Back in the days of chalk and blackboards, things were a little different. Teachers would assign the work and the students would go home to slave over text books, their pencils scribbling the answers ferociously. Presently, we use a mouse and quickly type all of the answers while we try to reach the online deadline.
As the years go by, our technology advances quickly. The ability to do anything anywhere is a reality and anything from a congratulatory text to homework chat rooms becomes possible. Homework is a word that makes students cringe. Adding the ‘online’ in front of it just makes it worse. Online homework is often times more strict on due dates and needing exact answers for credit. As the years progress more and more teachers are following this trend and assigning online homework. However, just a few years ago, this concept was unheard of. Both students and teachers have different opinion on this seemingly new phenomenon.
“I think it’s very handy,” Sarah Wartofsky, junior, said. “You get to know your grade right away, and you usually end up with more time for [homework] than you would have had otherwise.
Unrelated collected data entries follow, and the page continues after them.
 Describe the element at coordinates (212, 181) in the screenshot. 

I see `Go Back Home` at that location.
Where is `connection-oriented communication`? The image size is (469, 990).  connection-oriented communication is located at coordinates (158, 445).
But it has its drawbacks, like when your computer isn’t working.”
Developments in homework have taken many forms from online questions, web-based questions, posted assignments, submit folders and even collaborative tools like academic chatrooms and wikis.
With online homework, due dates are enforced more than they could have been otherwise. No longer can students do homework the class before or on the bus to school. Most of the time, the deadline is the midnight before your class. With paper homework you can work on it between passing periods. With online homework you need to find a computer, turn it on, wait for it to load and then log in, if there is even enough time, making last-minute homework near impossible. Even those last few seconds can be precious. Not all the time limits are bad. For some the time limit pushes the students harder so that they can get their homework done. Others feel that because it is online, they don’t have to do it right away and leave it to the last second and then try to cram it all in.
“I feel like the time limit is okay, because it makes you work faster to get it done on time,” Vishakh Shukla, junior, said.
The times of lined three hold paper and pencils are slowly fading away. Most of the online homework is graded within seconds, leaving teachers free to tackle lesson plans instead of grading. For the student, writing down the problems, equations and vocabulary terms can be tedious. With society’s modern day pace, teaching and learning must become more efficient. And now, with the internet being built in to our phones and other portable devices, we can get to it anywhere.
With mini netbooks starting around a couple hundred dollars, one wonders how long before they are standard issues in school and notetaking and homework are always within reach.